Al-Qaeda militants killed some 20 Yemeni security force members in an assault in the southern Abyan province on Tuesday, a southern military spokesperson said, before all eight attackers were killed.
The militants used rocket-propelled grenades, light and medium weapons and military vehicles in the ambush on a security checkpoint in Ahwar district, Mohammed al-Naqib, spokesperson for Southern Transitional Council (STC) forces, told Reuters.
Yemen's main southern separatist group STC, which is backed by the United Arab Emirates, last month expanded its presence throughout Abyan in what it described as a move to combat "terrorist organizations," specifying al-Qaeda.
Yemen-based Al-Qaeda in the Arabian Peninsula (AQAP) has used the conflict between a Saudi-led coalition and the Iran-aligned Houthis to enhance its influence.

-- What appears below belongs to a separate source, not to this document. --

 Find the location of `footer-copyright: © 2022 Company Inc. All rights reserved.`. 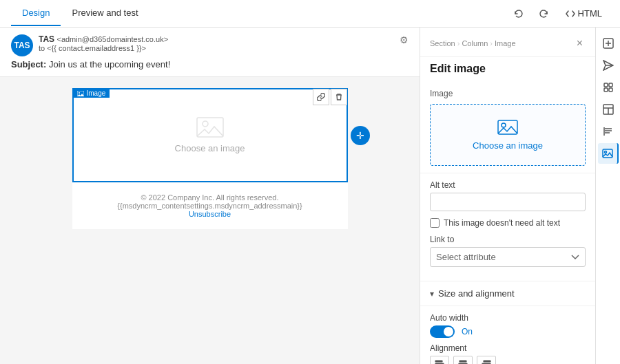

footer-copyright: © 2022 Company Inc. All rights reserved. is located at coordinates (210, 197).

AQAP has survived an intensive campaign over the last decade from the US military, the coalition and the Houthis, taking advantage of Yemen's mayhem, tribal sympathies and large and empty swathes of south Yemen.
The coalition intervened in Yemen in March 2015 after the Houthis ousted the internationally recognized government from the capital, Sanaa. The Houthis are de facto authorities in the north while the Saudi-backed government is based in the south.